Bangladesh launched the crackdown to smash the surging trade in 'yaba', a cheap methamphetamine and caffeine pill, which authorities say has spread to almost every village and town.
Home Minister Asaduzzaman Khan has said the 'war' will last until the narcotics trade is brought under control, saying those killed are all involved in at least 10 drugs crimes. But rights groups say that many of the victims are shot by police in cold blood and that the onslaught was in part being used as a cover to settle scores.
More than 100 dead as Bangladesh drug war escalates
In June, the United Nations (UN) High Commissioner for Human Rights, Zeid Ra'ad Al Hussein, said he was "gravely concerned" that "such a large number of people" had died. Official declarations that none of the victims was innocent were "dangerous... and indicative of a total disregard for the rule of law," a UN statement said.
Bangladesh's state-run National Human Rights Commission has also expressed alarm. "It is unprecedented in Bangladesh. So many people have been killed in such a short period of time," Sheepa Hafiza, executive director of Ain o Salish Kendra rights group, told AFP. "This is very unfortunate. We condemn these extrajudicial killings and want fair investigations into each of these killings," she said.
Around 25,000 alleged drug dealers have been arrested, home ministry spokesman Sharif Mahmud Apu told AFP. The prison population has shot up to 89,589 people, almost two and a half times higher than the system's capacity, he said.
Bangladesh plans to curb 'digital opium' of social media
Last month the killing of a border town councillor in an anti-drug raid sparked outcry when his wife went public with tapes that she says prove her husband was murdered in a set-up. Ayesha Begum says phone conversations she recorded with Akramul Haque on the night he died contradict the official narrative that he was armed and shot at police who returned fire in self-defence.
"They killed him in cold blood," Begum told AFP from Teknaf in southeast Bangladesh, where her husband was gunned down May 27.
Bangladesh has struggled to contain the trade in 'yaba', with hundreds of millions of pills entering the country from Myanmar.
Authorities last year seized a record 40 million pills but said an estimated 250-300 million more entered the market.
Philippines President Rodrigo Duterte's brutal war on drugs since coming to power in 2016 has left thousands of people dead and prompted allegations of crimes against humanity. Sri Lanka has also expressed interest in emulating Duterte, announcing plans to deploy the army and start hanging drug criminals, ending a near-half century moratorium on capital punishment.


§ Your objective:
For this exercise, copy each line of the records that contains the word "artifact".

- - - - -

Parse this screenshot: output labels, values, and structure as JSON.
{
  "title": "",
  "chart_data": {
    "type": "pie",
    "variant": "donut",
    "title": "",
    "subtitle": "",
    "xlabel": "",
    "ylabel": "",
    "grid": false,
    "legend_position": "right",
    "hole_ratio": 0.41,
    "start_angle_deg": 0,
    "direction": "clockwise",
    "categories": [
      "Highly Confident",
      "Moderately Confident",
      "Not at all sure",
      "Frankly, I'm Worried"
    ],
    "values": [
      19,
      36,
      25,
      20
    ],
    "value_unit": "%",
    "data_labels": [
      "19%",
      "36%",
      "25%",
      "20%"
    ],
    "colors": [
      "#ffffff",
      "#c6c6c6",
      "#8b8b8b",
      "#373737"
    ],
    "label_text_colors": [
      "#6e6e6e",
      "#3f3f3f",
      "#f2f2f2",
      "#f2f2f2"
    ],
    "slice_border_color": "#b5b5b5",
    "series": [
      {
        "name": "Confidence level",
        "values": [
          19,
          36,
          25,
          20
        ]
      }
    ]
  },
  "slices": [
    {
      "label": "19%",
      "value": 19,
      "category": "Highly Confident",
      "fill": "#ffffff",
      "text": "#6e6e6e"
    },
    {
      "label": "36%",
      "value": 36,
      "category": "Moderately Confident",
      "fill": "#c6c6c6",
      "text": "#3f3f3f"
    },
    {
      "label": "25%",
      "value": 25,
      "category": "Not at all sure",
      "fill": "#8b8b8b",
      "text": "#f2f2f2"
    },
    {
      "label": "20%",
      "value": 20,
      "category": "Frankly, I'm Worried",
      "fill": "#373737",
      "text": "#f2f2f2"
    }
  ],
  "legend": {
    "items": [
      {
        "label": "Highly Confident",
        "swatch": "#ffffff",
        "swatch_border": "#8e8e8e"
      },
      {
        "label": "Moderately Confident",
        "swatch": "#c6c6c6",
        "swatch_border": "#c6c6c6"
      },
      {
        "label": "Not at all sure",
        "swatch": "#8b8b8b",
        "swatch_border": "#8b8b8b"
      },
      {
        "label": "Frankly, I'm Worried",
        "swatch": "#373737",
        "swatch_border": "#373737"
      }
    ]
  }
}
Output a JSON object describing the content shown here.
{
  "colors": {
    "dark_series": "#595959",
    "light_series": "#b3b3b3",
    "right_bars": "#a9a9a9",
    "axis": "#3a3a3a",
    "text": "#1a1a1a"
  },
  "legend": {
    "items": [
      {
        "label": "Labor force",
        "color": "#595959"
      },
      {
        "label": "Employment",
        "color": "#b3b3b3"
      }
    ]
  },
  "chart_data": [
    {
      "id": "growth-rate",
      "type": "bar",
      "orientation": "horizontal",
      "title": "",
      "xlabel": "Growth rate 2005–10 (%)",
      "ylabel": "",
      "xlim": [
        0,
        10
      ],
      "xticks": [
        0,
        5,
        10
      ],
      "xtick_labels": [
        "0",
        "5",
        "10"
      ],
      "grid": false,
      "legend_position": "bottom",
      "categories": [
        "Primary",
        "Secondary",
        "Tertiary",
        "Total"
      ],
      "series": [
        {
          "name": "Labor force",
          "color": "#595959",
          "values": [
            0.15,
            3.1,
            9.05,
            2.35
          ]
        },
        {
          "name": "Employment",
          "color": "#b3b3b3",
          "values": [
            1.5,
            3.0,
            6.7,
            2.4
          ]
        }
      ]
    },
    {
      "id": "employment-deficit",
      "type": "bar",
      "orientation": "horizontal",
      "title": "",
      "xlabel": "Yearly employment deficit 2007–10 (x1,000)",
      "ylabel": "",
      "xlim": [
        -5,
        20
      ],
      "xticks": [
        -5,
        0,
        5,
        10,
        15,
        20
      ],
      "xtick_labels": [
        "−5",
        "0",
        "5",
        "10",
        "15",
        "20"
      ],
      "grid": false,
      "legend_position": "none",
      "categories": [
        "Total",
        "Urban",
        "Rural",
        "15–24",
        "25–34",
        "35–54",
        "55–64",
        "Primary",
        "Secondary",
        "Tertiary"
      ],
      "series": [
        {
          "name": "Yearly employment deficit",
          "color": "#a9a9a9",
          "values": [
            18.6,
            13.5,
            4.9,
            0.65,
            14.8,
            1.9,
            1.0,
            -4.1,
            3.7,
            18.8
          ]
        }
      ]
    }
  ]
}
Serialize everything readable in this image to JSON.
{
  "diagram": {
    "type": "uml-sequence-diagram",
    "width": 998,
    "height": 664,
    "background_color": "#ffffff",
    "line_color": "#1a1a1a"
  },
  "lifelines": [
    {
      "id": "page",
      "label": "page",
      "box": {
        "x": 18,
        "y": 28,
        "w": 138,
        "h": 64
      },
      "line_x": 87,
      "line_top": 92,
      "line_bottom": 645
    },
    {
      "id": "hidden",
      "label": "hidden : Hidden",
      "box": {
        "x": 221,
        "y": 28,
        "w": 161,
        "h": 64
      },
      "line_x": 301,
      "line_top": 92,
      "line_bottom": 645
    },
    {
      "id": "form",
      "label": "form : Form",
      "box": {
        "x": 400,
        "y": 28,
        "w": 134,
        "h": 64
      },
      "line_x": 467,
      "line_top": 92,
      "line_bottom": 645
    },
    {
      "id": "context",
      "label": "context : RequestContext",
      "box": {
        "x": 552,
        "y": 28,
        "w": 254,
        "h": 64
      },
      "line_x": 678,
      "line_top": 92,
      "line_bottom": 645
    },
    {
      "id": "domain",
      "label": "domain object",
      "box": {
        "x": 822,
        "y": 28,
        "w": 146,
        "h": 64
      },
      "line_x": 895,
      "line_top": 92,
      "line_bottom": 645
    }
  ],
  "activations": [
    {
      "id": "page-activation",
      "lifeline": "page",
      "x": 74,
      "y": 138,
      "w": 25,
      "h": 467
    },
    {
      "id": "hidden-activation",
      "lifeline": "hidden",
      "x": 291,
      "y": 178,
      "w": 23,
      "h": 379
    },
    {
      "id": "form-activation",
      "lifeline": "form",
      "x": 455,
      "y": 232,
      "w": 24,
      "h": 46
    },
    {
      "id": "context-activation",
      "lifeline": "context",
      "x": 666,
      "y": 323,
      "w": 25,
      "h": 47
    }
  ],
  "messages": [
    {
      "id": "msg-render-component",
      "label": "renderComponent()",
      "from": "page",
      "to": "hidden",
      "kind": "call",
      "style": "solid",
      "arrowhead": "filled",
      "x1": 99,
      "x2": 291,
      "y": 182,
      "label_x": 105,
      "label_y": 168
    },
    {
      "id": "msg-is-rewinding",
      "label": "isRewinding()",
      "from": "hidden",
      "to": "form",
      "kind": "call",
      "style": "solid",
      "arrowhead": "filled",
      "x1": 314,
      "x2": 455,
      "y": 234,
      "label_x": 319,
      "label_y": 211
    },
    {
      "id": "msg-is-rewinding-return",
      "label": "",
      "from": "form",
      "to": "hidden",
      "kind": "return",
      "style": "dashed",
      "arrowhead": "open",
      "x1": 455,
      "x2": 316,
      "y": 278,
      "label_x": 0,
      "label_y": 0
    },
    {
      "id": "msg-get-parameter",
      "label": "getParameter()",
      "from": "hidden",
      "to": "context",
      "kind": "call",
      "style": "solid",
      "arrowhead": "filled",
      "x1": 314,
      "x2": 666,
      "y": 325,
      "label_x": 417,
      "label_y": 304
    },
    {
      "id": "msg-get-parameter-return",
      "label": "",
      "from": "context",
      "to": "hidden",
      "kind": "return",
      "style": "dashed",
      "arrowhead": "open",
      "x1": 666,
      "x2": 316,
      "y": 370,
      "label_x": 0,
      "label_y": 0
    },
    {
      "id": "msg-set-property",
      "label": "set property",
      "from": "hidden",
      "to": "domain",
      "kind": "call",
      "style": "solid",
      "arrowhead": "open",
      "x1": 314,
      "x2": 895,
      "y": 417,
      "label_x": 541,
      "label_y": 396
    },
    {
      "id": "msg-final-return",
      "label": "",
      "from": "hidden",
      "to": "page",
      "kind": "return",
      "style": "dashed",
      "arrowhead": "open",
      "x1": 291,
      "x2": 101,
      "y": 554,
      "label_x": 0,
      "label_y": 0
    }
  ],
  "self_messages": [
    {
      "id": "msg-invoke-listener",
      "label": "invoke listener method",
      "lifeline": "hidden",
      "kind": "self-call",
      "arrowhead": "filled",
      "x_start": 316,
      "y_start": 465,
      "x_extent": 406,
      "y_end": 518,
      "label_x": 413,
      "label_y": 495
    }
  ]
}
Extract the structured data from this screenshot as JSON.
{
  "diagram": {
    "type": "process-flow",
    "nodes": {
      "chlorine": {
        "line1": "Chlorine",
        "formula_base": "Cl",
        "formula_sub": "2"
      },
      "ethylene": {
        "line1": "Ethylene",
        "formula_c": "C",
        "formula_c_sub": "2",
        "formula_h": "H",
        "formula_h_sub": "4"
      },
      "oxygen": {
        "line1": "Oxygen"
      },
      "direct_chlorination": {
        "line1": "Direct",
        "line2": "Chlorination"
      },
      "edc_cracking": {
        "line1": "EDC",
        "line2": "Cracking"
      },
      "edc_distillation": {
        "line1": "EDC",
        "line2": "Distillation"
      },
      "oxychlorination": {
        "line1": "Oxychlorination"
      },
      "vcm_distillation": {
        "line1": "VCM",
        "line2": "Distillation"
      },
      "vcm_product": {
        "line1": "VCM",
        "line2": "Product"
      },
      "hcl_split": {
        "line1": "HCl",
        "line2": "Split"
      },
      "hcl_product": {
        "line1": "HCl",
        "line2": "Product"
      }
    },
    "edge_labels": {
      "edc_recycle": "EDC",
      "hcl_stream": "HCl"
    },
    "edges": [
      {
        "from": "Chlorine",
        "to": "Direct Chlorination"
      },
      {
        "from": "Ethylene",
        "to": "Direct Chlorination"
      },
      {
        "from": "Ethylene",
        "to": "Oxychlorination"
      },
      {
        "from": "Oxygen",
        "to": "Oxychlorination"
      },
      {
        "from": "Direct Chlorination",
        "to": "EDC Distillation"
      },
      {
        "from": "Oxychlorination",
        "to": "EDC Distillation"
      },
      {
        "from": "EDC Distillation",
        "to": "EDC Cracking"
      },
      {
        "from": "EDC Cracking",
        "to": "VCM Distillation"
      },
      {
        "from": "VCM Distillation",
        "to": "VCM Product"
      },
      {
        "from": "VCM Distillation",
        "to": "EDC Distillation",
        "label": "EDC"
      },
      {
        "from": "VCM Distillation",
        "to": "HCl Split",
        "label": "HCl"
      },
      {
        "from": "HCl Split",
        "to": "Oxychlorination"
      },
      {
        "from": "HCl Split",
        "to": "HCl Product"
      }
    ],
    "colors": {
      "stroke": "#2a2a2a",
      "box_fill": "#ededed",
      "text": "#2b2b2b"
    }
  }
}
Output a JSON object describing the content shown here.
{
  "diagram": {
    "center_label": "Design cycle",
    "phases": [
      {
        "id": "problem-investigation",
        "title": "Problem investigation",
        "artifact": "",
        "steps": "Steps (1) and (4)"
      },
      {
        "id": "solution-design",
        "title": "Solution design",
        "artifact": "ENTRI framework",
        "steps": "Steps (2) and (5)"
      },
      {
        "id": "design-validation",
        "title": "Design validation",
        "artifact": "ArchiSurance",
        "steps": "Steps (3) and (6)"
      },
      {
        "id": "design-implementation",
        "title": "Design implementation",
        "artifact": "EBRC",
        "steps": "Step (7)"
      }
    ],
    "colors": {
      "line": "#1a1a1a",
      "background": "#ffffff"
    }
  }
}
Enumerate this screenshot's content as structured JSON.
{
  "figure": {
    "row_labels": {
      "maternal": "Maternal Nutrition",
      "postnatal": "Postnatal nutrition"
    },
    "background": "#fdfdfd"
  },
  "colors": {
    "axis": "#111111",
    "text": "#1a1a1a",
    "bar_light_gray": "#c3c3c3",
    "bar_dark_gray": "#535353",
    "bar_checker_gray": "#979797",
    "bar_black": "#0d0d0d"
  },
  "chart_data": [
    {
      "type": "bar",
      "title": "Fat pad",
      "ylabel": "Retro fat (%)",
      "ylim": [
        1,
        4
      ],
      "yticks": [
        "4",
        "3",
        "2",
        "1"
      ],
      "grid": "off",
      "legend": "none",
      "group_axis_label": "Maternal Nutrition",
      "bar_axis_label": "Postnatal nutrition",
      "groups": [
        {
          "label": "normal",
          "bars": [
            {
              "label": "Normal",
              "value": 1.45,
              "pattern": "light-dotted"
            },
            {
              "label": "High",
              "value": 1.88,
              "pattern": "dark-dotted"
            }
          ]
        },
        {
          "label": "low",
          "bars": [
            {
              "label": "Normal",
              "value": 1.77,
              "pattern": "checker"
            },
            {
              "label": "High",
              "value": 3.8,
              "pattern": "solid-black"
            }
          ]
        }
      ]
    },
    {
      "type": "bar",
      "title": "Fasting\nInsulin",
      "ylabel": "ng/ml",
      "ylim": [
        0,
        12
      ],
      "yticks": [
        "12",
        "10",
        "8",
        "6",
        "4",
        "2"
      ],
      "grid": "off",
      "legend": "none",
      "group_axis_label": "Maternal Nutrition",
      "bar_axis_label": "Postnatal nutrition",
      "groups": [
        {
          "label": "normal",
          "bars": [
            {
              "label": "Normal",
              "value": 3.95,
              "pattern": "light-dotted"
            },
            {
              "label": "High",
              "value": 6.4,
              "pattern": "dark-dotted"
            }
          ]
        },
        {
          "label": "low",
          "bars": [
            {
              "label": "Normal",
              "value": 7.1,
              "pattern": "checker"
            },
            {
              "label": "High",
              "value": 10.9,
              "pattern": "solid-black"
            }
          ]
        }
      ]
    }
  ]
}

- - - - -

§ Solution:
        "artifact": "",
        "artifact": "ENTRI framework",
        "artifact": "ArchiSurance",
        "artifact": "EBRC",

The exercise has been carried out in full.